In less than a month, the team studied current activities, designed the desired outcomes and built the new process requirements. Once implemented, the time required to process commissions with accurate results was reduced by more than 50%.

Why was this happening? The standard application development process had 4 phases, each one the responsibility of a different group with different players including marketing, engineering, testing, and operations. There was no common process that modeled the workflow, decision-making, key deliverables, and responsibilities across the company. There was no way to integrate the individuals and functions into the process in a timely fashion.

This dilemma is common today. Business processes criss-cross the company horizontally but organization charts represent vertical slices of the company. And the organizational structure controls priorities, budget and employee resources. Many companies are aware that customers benefit from cross-functional processes but they don't know how to approach the problem.


How to Get Started


Take into Consideration

Some Examples

In the software development example described at the beginning of this article, the Vice President in charge of standard software development and delivery determined the process outcomes, set process boundaries, and pulled together a team of 14 people from the US and Europe. In less than a week, we developed a new 4 stage process which

  • Established go/no go points with executive approval
  • Utilized a rapid prototyping method which enabled early feedback and intelligent requirements scoping
  • Built a global process which was implemented in current projects
  • And set the standard to go from 1 to 3 releases per year.
In a growing telecommunications company, there were originally over 360 sales compensation plans for the sales reps and service engineers. Multiple reporting systems and past inaccuracies forced sales reps to spend valuable time monitoring their accounts. A team was formed of compensation analysts and sales finance specialists servicing the world, and took input from sales and management. In less than a month, the team studied current activities, designed the desired outcomes and built the new process requirements. Once implemented, the time required to process commissions with accurate results was reduced by more than 50%. The capacity gained eliminated the need for additional resources to accommodate the growing sales force and transactional volume.

A cross-functional process goes beyond the organizational responsibility of one person. In order for the new process and its implementation to be successful all the stakeholders must see the benefit of making the project a priority. If they don't, their attention will be diverted. And, it will take more than influence from the process owner to keep the attention of all stakeholders.

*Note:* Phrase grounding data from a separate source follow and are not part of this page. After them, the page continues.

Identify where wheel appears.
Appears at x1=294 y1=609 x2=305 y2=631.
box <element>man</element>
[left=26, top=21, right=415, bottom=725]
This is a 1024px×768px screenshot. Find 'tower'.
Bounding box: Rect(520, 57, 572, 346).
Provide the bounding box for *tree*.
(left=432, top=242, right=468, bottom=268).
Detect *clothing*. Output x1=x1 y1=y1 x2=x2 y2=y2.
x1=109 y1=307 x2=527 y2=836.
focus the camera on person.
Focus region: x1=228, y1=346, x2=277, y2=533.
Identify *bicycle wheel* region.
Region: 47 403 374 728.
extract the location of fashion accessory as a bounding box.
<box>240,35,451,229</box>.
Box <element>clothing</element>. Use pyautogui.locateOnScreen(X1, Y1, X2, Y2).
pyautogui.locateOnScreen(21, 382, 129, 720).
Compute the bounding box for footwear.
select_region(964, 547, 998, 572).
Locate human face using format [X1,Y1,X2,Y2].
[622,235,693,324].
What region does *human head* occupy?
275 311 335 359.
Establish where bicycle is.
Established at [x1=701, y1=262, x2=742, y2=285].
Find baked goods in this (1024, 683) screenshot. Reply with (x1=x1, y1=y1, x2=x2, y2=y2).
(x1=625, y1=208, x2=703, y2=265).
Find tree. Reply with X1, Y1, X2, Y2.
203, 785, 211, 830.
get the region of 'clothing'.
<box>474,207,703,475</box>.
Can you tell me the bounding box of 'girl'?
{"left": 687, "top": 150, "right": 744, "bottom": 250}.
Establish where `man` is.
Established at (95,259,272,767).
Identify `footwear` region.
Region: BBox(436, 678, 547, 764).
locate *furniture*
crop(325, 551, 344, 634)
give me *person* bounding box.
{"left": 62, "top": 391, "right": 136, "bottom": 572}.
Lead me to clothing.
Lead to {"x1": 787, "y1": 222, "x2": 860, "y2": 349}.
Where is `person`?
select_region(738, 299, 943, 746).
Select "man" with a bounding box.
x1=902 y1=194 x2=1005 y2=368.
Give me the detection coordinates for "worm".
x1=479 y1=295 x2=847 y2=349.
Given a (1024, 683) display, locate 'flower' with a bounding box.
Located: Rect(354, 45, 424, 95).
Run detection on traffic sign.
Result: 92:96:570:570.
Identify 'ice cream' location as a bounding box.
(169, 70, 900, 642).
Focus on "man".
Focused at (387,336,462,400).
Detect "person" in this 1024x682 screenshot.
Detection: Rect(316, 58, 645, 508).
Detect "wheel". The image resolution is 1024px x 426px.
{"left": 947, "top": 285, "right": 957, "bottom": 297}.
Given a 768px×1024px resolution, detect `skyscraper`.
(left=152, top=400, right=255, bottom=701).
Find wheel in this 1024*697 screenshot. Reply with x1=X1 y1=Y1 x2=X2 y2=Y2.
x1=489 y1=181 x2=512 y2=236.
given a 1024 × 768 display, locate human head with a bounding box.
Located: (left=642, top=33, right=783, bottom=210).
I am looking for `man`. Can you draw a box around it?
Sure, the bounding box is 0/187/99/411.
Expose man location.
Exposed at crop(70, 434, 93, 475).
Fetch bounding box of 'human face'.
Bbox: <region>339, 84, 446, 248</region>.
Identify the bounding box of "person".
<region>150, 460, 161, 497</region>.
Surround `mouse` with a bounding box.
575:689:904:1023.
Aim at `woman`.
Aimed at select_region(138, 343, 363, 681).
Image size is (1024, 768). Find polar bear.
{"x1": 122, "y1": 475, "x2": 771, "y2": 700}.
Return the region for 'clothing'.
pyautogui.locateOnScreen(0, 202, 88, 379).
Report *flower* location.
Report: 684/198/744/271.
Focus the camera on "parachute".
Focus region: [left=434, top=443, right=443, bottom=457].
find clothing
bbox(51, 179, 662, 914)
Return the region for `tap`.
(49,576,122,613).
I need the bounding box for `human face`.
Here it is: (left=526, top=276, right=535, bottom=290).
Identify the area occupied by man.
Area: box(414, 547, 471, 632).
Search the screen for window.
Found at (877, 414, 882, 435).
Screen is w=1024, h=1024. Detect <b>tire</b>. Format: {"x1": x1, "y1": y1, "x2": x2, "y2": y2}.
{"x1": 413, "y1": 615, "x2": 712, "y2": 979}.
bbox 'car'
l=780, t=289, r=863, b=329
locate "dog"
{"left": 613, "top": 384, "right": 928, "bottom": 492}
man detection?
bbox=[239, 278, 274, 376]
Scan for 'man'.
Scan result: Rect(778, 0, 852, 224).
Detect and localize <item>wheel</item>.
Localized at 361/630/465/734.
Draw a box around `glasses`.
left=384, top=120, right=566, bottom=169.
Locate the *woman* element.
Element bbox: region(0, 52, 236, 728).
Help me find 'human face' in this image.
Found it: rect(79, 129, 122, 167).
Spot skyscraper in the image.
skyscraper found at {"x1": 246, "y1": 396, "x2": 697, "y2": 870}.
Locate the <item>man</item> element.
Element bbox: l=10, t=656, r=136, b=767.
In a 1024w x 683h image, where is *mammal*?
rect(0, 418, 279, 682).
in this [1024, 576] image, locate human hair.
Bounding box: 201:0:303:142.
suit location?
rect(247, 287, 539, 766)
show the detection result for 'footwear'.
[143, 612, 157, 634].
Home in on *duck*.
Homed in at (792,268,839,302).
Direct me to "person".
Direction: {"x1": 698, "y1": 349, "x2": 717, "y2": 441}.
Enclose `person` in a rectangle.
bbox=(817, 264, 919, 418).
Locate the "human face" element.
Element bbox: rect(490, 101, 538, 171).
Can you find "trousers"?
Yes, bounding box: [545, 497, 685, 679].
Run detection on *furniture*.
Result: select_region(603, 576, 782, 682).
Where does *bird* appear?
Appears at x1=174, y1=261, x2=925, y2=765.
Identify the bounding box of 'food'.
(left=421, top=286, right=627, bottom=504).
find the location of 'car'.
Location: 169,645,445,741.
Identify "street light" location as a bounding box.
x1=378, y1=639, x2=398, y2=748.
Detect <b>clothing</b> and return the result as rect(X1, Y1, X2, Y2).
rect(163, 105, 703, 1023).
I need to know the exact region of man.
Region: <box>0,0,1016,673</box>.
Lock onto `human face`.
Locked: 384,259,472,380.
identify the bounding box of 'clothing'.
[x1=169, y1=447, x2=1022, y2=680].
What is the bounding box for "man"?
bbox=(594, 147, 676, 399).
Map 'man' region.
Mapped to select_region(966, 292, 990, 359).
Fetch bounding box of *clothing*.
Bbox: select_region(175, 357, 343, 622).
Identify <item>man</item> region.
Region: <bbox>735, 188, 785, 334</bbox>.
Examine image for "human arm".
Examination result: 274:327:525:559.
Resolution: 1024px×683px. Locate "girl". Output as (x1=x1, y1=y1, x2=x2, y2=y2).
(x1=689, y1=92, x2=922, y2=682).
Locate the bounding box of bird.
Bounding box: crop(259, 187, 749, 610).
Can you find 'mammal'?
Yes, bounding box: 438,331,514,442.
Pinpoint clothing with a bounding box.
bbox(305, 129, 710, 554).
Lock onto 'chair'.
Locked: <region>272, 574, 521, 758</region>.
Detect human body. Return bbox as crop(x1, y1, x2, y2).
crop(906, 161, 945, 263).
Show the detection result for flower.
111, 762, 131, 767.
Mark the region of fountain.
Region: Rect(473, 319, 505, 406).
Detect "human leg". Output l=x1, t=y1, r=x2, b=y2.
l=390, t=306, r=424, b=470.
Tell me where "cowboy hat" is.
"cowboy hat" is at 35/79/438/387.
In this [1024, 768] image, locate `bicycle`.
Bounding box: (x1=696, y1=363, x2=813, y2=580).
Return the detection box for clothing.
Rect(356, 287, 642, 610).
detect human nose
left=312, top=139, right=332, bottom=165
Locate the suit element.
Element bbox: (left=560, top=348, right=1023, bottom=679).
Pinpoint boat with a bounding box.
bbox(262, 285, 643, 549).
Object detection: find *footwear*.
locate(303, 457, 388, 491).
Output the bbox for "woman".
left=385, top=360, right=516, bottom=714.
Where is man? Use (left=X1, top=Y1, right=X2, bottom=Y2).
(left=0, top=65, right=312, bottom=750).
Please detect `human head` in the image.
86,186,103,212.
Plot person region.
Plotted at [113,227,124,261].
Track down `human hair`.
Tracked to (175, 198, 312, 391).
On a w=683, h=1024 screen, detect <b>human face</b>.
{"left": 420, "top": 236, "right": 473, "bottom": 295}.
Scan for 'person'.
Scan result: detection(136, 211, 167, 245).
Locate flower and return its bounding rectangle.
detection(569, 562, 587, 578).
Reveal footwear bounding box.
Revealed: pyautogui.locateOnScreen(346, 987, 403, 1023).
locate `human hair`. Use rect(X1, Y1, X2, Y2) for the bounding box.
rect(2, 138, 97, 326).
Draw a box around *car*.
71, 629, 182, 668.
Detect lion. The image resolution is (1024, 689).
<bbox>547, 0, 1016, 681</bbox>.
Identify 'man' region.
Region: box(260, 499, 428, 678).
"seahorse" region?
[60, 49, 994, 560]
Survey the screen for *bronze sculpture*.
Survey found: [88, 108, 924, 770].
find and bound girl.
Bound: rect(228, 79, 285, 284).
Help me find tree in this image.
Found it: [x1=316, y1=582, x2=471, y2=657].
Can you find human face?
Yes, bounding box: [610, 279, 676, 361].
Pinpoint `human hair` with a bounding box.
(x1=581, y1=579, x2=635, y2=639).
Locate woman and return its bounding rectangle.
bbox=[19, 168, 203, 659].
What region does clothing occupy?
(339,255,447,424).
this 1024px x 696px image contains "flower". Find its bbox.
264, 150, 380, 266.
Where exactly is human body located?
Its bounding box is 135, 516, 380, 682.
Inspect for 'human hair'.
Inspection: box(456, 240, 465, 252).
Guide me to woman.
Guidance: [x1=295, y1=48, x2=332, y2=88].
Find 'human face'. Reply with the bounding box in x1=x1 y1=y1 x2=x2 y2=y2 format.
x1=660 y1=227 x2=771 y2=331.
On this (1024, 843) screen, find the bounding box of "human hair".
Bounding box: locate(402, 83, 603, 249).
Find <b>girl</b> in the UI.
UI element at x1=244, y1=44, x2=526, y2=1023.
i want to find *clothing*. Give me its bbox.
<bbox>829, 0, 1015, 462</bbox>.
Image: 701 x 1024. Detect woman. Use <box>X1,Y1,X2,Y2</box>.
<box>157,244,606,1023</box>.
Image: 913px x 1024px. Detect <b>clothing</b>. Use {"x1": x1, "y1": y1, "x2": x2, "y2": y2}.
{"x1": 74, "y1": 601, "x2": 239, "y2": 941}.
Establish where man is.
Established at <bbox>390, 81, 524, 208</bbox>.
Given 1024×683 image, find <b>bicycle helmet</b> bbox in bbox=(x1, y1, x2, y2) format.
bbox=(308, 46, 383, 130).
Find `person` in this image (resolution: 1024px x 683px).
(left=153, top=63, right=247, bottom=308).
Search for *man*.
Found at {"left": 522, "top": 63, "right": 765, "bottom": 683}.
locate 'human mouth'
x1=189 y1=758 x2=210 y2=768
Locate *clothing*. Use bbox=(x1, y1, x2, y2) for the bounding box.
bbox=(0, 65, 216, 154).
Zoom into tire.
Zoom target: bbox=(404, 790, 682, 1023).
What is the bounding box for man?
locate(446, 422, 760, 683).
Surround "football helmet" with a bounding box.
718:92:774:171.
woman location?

Stakeholders must see concrete and timely benefits for themselves or have a strong corporate mandate to stay focused and not be swayed to other priorities.

Don't forget about global and regional needs. Geographic and cultural needs introduce different issues and challenges for the process. Determine whether or not you will involve global and regional folks now or later, and communicate your intent and reasoning.


Five Ways that are Proven to Work


Avoid these Pitfalls


Wrap Up

The definition of insanity is doing the same thing over and over and expecting different results. If you want different results, you need to change the underlying process. Yet changing the process is not that easy in an organization, because the process crosses the corporation horizontally and the organization is organized in vertical silos.

Make the first cross-functional process improvement effort important, but doable. And you make it doable by giving it the critical success factors-identifying a process owner, getting the right stakeholders (including the implementers) together, using their knowledge in a rapid results design process, employing real data, and having a project ready to go to test the ideas in implementation. Once you implement you will more real data to see how well you did against the outcomes expected, to celebrate your successes, and to get ready for the next round.